Flannery had been clear about not wishing to take the baths, an immersion in the springwater believed to possess healing properties. She insisted that she was going as “a pilgrim, not a patient.” She assured Betty Hester, before departing, “I am one of those people who could die for his religion sooner than take a bath for it.” Her resolve was strengthened by Gabrielle Rolin, who had remarked in Paris that the only true miracle at Lourdes was the absence of any epidemics from the filthy water. Yet Sally felt sure that Mrs. Semmes would be disappointed if Flannery returned home without taking part in the essential ritual. Using her French, and his German, she and Bill managed to secure for their friend an appointment for early the next morning. Flannery complained that Sally had a “hyper-thyroid moral imagination” — “she was determined that I take it and gave me no peace” — but grudgingly acceded to her arrangements.
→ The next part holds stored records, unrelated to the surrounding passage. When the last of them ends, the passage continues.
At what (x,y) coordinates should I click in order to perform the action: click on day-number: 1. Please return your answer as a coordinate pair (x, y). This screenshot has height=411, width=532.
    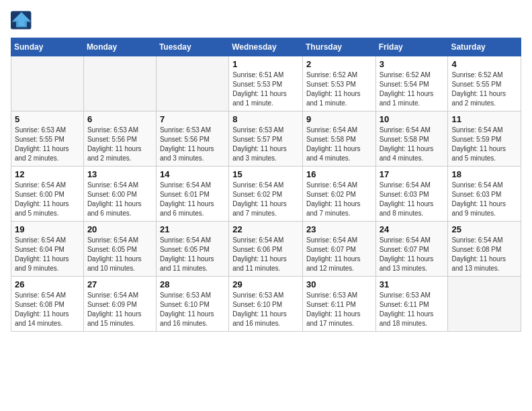
    Looking at the image, I should click on (266, 64).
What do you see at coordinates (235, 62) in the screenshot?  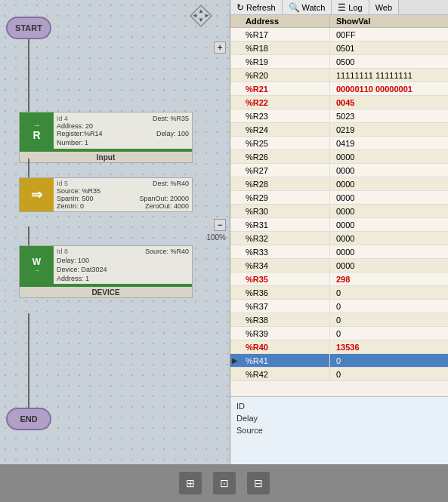 I see `row-indicator-r19` at bounding box center [235, 62].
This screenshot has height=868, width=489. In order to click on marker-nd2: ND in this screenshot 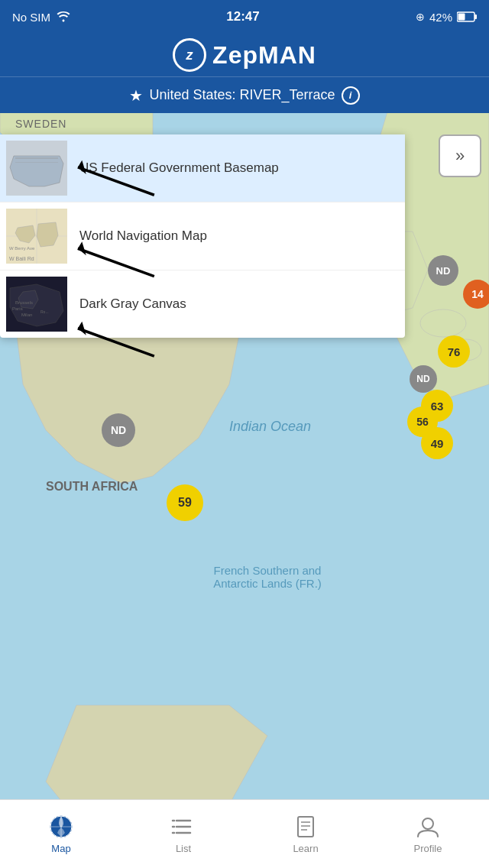, I will do `click(423, 379)`.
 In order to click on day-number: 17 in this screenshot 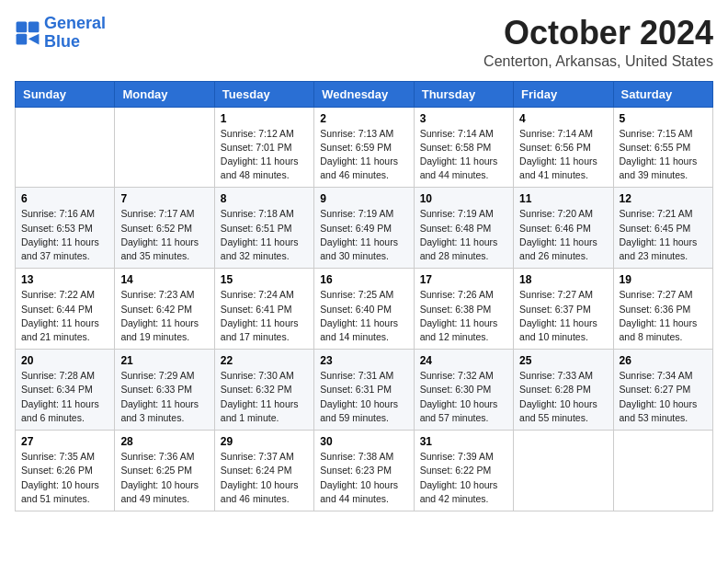, I will do `click(463, 280)`.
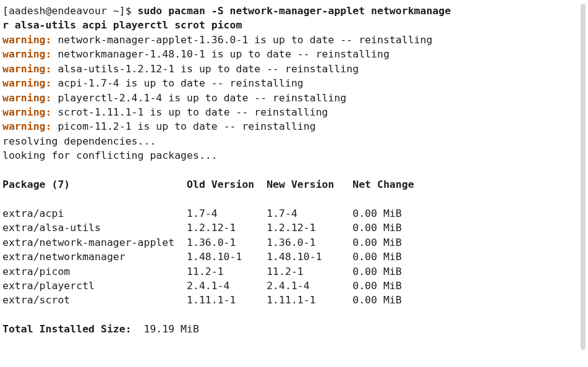 The image size is (588, 367). What do you see at coordinates (202, 214) in the screenshot?
I see `table-row-0: extra/acpi 1.7-4 1.7-4 0.00 MiB` at bounding box center [202, 214].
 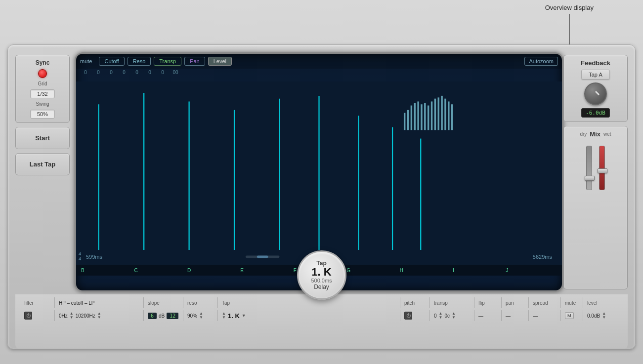 What do you see at coordinates (168, 61) in the screenshot?
I see `tab-transp: Transp` at bounding box center [168, 61].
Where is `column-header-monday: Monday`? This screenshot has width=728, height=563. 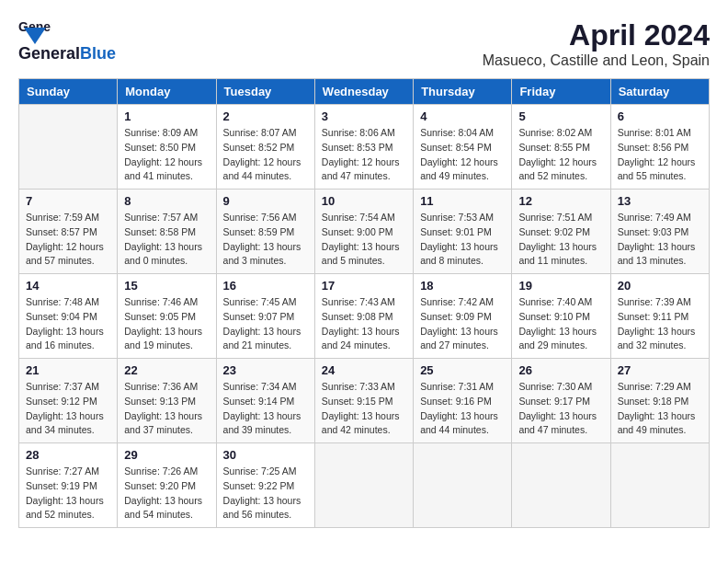 column-header-monday: Monday is located at coordinates (167, 92).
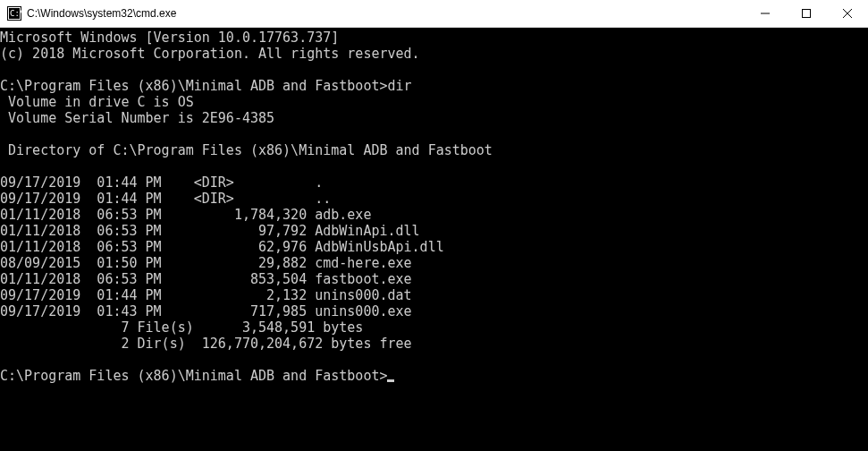 The image size is (868, 451). I want to click on dir-entry: 08/09/2015 01:50 PM 29,882 cmd-here.exe, so click(434, 263).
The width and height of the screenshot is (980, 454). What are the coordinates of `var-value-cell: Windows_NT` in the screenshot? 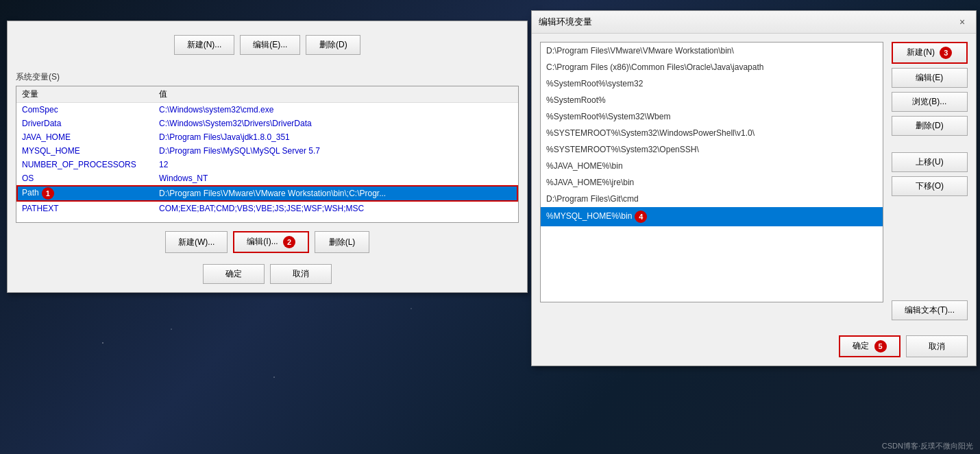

Before nine o’clock, she arrived at
les piscines,
actually a series of seventeen sunken marble pools — six for men, eleven for women — allowing some privacy, with only about forty people ahead of her in the stone waiting portico, so the waters appeared clean. She drank from a communal thermos bottle circulated among the
malades.
And she put on the sack robe she was handed, still damp from the previous woman, before passing behind a curtain and being lowered into the water. “At least there are no societal trappings along with the medieval hygiene,” she wrote Elizabeth Bishop. “I saw nothing but peasants and was very conscious of the distinct odor of the crowd. The supernatural is a fact there but it displaces nothing natural; except maybe those germs.” Nor did she report a mystical experience. “Nobody I am sure prays in that water,” she told Betty.